The Problem
It not a lack of ambition. It’s a lack of clarity.
Most teams are great at setting outcome goals:
- revenue targets
- retention rates
- project delivery deadlines
Unfortunately, they rarely define the specific actions staff need to take that will actually drive those results.
This leads to:
- Misalignment across departments
- Lack of follow-through
- Vague performance reviews
- Team members guessing what success looks like
A Better Way to Set Goals
It starts with a story you’ve heard before or maybe even lived.
When someone joins a gym or hires a personal trainer, the most common goal they set is often something like:
“Lose 10 kilos in 10 weeks.”
It sounds clear. It feels motivating.
It’s measurable, time-bound, and tied to a deeper desire, whether that’s confidence, quality of life, or health.
What you can control is what you do:
- Walk 30 minutes, five times a week
- Strength train twice a week
- Track meals for 8 out of the next 10 weeks
The real shift happens when people stop obsessing over outcomes and start mastering the habits that move the needle.
That’s what this workshop does for leadership teams.
We take the pressure off perfection and put the focus on repeatable actions.

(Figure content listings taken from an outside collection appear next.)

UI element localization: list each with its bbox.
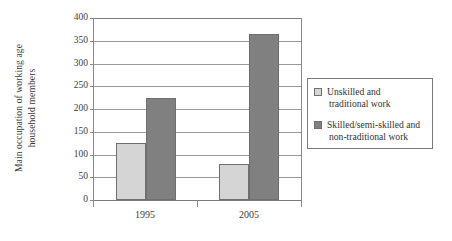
y-tick-mark: [90, 64, 94, 65]
x-tick-label-1995: 1995: [115, 209, 175, 220]
plot-area: [93, 18, 302, 200]
chart-legend: Unskilled and traditional work Skilled/s…: [307, 78, 433, 149]
bar-2005-unskilled: [219, 164, 249, 200]
gridline-400: [94, 18, 301, 19]
y-tick-mark: [90, 132, 94, 133]
bar-1995-skilled: [146, 98, 176, 200]
y-tick-label: 300: [58, 59, 88, 69]
legend-item-skilled: Skilled/semi-skilled and non-traditional…: [314, 119, 427, 143]
y-tick-label: 100: [58, 150, 88, 160]
y-axis-tick-labels: 400 350 300 250 200 150 100 50 0: [55, 18, 88, 200]
y-tick-label: 250: [58, 82, 88, 92]
legend-label-line1: Unskilled and: [327, 86, 381, 97]
legend-label-line1: Skilled/semi-skilled and: [327, 119, 420, 130]
legend-item-unskilled: Unskilled and traditional work: [314, 86, 427, 110]
y-axis-title: Main occupation of working age household…: [0, 0, 50, 215]
y-tick-label: 350: [58, 36, 88, 46]
y-tick-mark: [90, 18, 94, 19]
y-tick-mark: [90, 109, 94, 110]
y-tick-label: 150: [58, 127, 88, 137]
y-tick-label: 0: [58, 195, 88, 205]
y-tick-mark: [90, 41, 94, 42]
y-tick-label: 400: [58, 13, 88, 23]
legend-swatch-icon: [314, 121, 322, 129]
y-tick-label: 200: [58, 104, 88, 114]
legend-swatch-icon: [314, 88, 322, 96]
y-tick-mark: [90, 86, 94, 87]
bar-1995-unskilled: [116, 143, 146, 200]
y-tick-mark: [90, 155, 94, 156]
y-axis-title-line1: Main occupation of working age: [13, 43, 24, 171]
x-tick-label-2005: 2005: [219, 209, 279, 220]
bar-2005-skilled: [249, 34, 279, 200]
legend-label-line2: non-traditional work: [327, 131, 420, 143]
bar-chart-figure: Main occupation of working age household…: [0, 0, 452, 241]
y-axis-title-line2: household members: [25, 43, 38, 171]
y-tick-mark: [90, 177, 94, 178]
x-tick-mark: [301, 200, 302, 207]
y-tick-label: 50: [58, 173, 88, 183]
x-tick-mark: [93, 200, 94, 207]
x-tick-mark: [197, 200, 198, 207]
legend-label-line2: traditional work: [327, 98, 391, 110]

Leaders and employees design, accept and become accountable for the right behaviours. The results then tend to follow.
What You’ll Walk Away With
Clear goals | Aligned behaviours | A way to keep both on track
This isn’t a theoretical workshop. It’s a hands-on session that gives your leaders tools they’ll use immediately—and repeatedly.
By the end, your team will have:
A renewed sense of agency
Because when goals are grounded in action, people feel like they can actually move the needle.
Clarity between what they want to achieve, and what they need to do
No more vague plans or misread targets. Just visible, agreed behaviours linked to real outcomes.
A simple method for setting and cascading goals
Built for leadership teams, but flexible enough to ripple across departments.
A shared language for accountability
So reviews, feedback, and performance conversations are grounded in what people actually did—not just what they hoped would happen.